What Is Driving the Samsung Phone Price Increase?
The Samsung phone price increase refers to a growing trend where Samsung’s flagship smartphones are becoming more expensive because of rising component costs, global RAM shortages, higher tariffs, and mounting demand for AI-ready hardware across the tech supply chain. Samsung has already acknowledged that shortages of RAM and other materials, combined with tariffs, made a “significant contribution” to earlier price hikes on its high-end devices. Now, the same pressures are intensifying. Memory chips, advanced processors and premium displays are all competing for limited supply as AI data centres consume more components. At the same time, economic and trade policies are adding extra costs per device, which manufacturers pass on to consumers. This combination means flagship phone pricing is under more pressure than at any point in recent years.
RAM Shortage Impact: How AI Is Squeezing Memory Supply
Global RAM shortages sit at the centre of the latest Samsung phone price increase. High demand for DRAM and NAND memory from AI data centres and cloud providers is soaking up supply that would otherwise go into consumer devices. Industry reports cited in both tech and news outlets note that companies building AI services are consuming large amounts of memory, which raises component prices for smartphone makers. Samsung is exposed twice: it builds Galaxy phones and produces memory chips, so it feels the RAM shortage impact across its business. Some reports describe this crunch as “RAMageddon,” underscoring how severe the squeeze has become. As memory costs climb, the most affected devices are those that rely on fast, high-capacity RAM and storage, which includes many modern flagship phones built to power new AI features on-device.
Tariffs and Supply Chain Pressures on Flagship Phone Pricing
Beyond memory, tariffs and wider supply chain disruptions are adding more weight to flagship phone pricing. Samsung told one outlet that tariffs, together with shortages of RAM and other materials, made a significant contribution to previous price increases. Tariffs raise the cost of importing components and finished phones, and manufacturers often respond by increasing retail prices to protect their margins. At the same time, logistics issues and fluctuating material costs continue to unsettle the smartphone supply chain. This is not unique to one brand: component suppliers are facing inconsistent demand cycles, while AI-related hardware orders take priority. These factors combine into a higher baseline cost for building and shipping a premium smartphone, making it harder for companies to keep prices flat even when they want to remain competitive.
Which Samsung Phones Are Likely to Get More Expensive?
Flagship and premium models sit at the front of this new price wave. Reports indicate that Galaxy S series phones, Galaxy Z Flip and Galaxy Z Fold 7 devices, and Galaxy FE handsets are all affected by recent price adjustments, with models that have more storage seeing the biggest increases. One outlet notes that these devices will see their prices go up by roughly the equivalent of USD 116 (approx. RM536), while higher-storage versions could rise further. Samsung has also applied slight price increases to the Galaxy S26 lineup in some markets. Looking ahead, analysts expect future Galaxy Ultra devices, foldables and even upper mid-range phones to become more expensive as brands invest in AI-capable chipsets, cameras and batteries that demand more advanced – and more costly – components.
What This Means for Consumers and the Wider Smartphone Market
The current wave of smartphone tariffs, RAM shortages and AI hardware demand is changing how much consumers pay for new devices across the industry. Samsung’s reported moves come as other manufacturers also adjust their pricing strategies. For instance, one report notes that Motorola has raised prices on some phones by 50 percent and launched a new Razr Ultra with a USD 200 (approx. RM924) increase, showing that rising costs are not limited to a single brand. Analysts expect flagship phone pricing to keep trending upward as memory, processor and component costs stay high. For buyers, this may mean paying more for top-tier models or settling for smaller storage and fewer premium features. Anyone planning to upgrade soon may want to watch upcoming launch events closely for signs of further price changes.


(What is expected) Taking the records below, count the lines in which "axis" appears and supply only the count.
★ ★ ★ ★
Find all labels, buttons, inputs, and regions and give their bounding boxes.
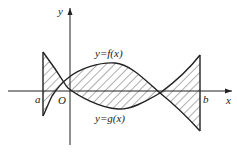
curve-g-label: y=g(x) bbox=[95, 113, 125, 124]
figure: y x O a b y=f(x) y=g(x) bbox=[0, 0, 237, 153]
y-axis-label: y bbox=[58, 6, 63, 17]
origin-label: O bbox=[58, 95, 66, 106]
bound-a-label: a bbox=[35, 94, 41, 105]
y-axis-arrow-icon bbox=[68, 8, 73, 15]
curve-f-label: y=f(x) bbox=[95, 48, 123, 59]
x-axis-label: x bbox=[226, 95, 231, 106]
x-axis-arrow-icon bbox=[225, 89, 232, 94]
plot-area bbox=[0, 0, 237, 153]
bound-b-label: b bbox=[203, 94, 209, 105]
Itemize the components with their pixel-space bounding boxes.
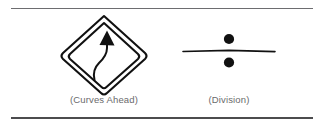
bottom-divider-rule xyxy=(11,117,313,119)
caption-division: (Division) xyxy=(168,94,290,106)
top-divider-rule xyxy=(11,8,313,9)
caption-curves-ahead: (Curves Ahead) xyxy=(40,94,168,106)
symbol-cell-division: (Division) xyxy=(168,12,290,112)
curves-ahead-road-sign-icon xyxy=(56,12,152,96)
division-sign-icon xyxy=(177,12,281,96)
figure-container: (Curves Ahead) (Division) xyxy=(0,0,323,127)
symbol-cell-curves-ahead: (Curves Ahead) xyxy=(40,12,168,112)
curves-ahead-glyph-area xyxy=(40,12,168,96)
division-glyph-area xyxy=(168,12,290,96)
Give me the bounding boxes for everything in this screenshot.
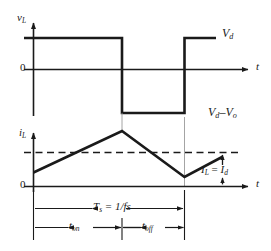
- voltage-waveform: [24, 38, 216, 113]
- label-Vd: Vd: [222, 27, 233, 39]
- label-t-axis-bottom: t: [256, 178, 259, 189]
- label-zero-bottom: 0: [20, 179, 26, 190]
- label-inductor-voltage-axis: vL: [17, 12, 26, 23]
- label-switching-period: Ts = 1/fs: [93, 201, 131, 212]
- label-inductor-current-axis: iL: [19, 127, 26, 138]
- guide-lines: [122, 113, 185, 186]
- label-Vd-minus-Vo: Vd–Vo: [208, 106, 237, 118]
- label-t-on: ton: [69, 220, 80, 231]
- waveform-figure: vL 0 t Vd Vd–Vo iL 0 t IL = Id Ts = 1/fs…: [0, 0, 271, 251]
- dimension-extension-lines: [34, 190, 185, 240]
- label-zero-top: 0: [20, 62, 26, 73]
- label-t-axis-top: t: [256, 61, 259, 72]
- label-IL-equals-Id: IL = Id: [201, 164, 228, 175]
- current-waveform: [34, 131, 224, 177]
- label-t-off: toff: [142, 220, 153, 231]
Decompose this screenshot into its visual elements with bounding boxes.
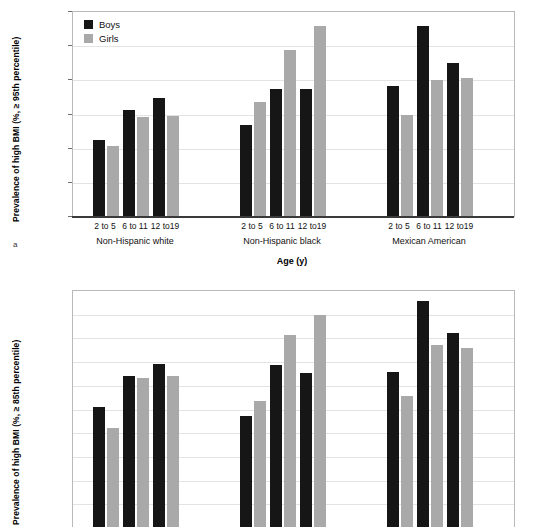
bar-girls <box>254 401 266 527</box>
bar-boys <box>417 26 429 217</box>
y-axis-ticks-a: 051015202530 <box>0 0 68 270</box>
legend-label-girls: Girls <box>99 34 119 43</box>
bar-boys <box>387 372 399 527</box>
bar-girls <box>401 115 413 217</box>
x-tick-label: 6 to 11 <box>416 221 441 231</box>
bar-boys <box>153 364 165 527</box>
legend-a: Boys Girls <box>84 18 120 46</box>
x-group-label: Mexican American <box>392 236 466 246</box>
x-tick-label: 2 to 5 <box>388 221 409 231</box>
bar-boys <box>270 89 282 217</box>
x-tick-label: 12 to19 <box>445 221 473 231</box>
gridline <box>73 315 514 316</box>
bar-girls <box>314 315 326 527</box>
bar-boys <box>123 376 135 527</box>
gridline <box>73 46 514 47</box>
bar-boys <box>387 86 399 217</box>
x-axis-title-a: Age (y) <box>277 256 308 266</box>
bar-girls <box>167 376 179 527</box>
legend-swatch-girls-icon <box>84 34 93 43</box>
bar-girls <box>284 50 296 217</box>
chart-panel-b: Prevalence of high BMI (%, ≥ 85th percen… <box>0 277 543 527</box>
bar-boys <box>123 110 135 217</box>
bar-girls <box>461 348 473 527</box>
y-axis-ticks-b: 5101520253035404550 <box>0 277 68 527</box>
bar-girls <box>401 396 413 527</box>
bar-girls <box>137 378 149 527</box>
bar-girls <box>431 345 443 527</box>
chart-panel-a: Prevalence of high BMI (%, ≥ 95th percen… <box>0 0 543 270</box>
bar-boys <box>93 140 105 217</box>
legend-item-girls: Girls <box>84 32 120 44</box>
bar-girls <box>284 335 296 527</box>
bar-girls <box>431 80 443 217</box>
x-tick-label: 2 to 5 <box>94 221 115 231</box>
legend-item-boys: Boys <box>84 18 120 30</box>
bar-boys <box>417 301 429 527</box>
x-axis-line-a <box>72 216 514 218</box>
bar-girls <box>254 102 266 217</box>
legend-swatch-boys-icon <box>84 20 93 29</box>
bar-girls <box>167 116 179 217</box>
bar-boys <box>153 98 165 217</box>
x-tick-label: 12 to19 <box>298 221 326 231</box>
bar-boys <box>447 333 459 527</box>
x-tick-label: 2 to 5 <box>241 221 262 231</box>
x-tick-label: 6 to 11 <box>269 221 294 231</box>
bar-boys <box>300 373 312 527</box>
x-tick-label: 6 to 11 <box>122 221 147 231</box>
bar-boys <box>270 365 282 527</box>
x-tick-label: 12 to19 <box>151 221 179 231</box>
bar-girls <box>314 26 326 217</box>
x-group-label: Non-Hispanic black <box>243 236 321 246</box>
plot-area-a <box>72 11 515 217</box>
bar-girls <box>461 78 473 217</box>
bar-boys <box>93 407 105 527</box>
x-group-label: Non-Hispanic white <box>96 236 174 246</box>
legend-label-boys: Boys <box>99 20 120 29</box>
bar-boys <box>240 125 252 217</box>
bar-girls <box>137 117 149 217</box>
bar-boys <box>240 416 252 527</box>
panel-letter-a: a <box>13 240 17 249</box>
bar-girls <box>107 428 119 527</box>
figure-root: Prevalence of high BMI (%, ≥ 95th percen… <box>0 0 543 527</box>
plot-area-b <box>72 290 515 527</box>
bar-girls <box>107 146 119 217</box>
bar-boys <box>447 63 459 217</box>
bar-boys <box>300 89 312 217</box>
★ ★ ★ ★
(Expected output) 12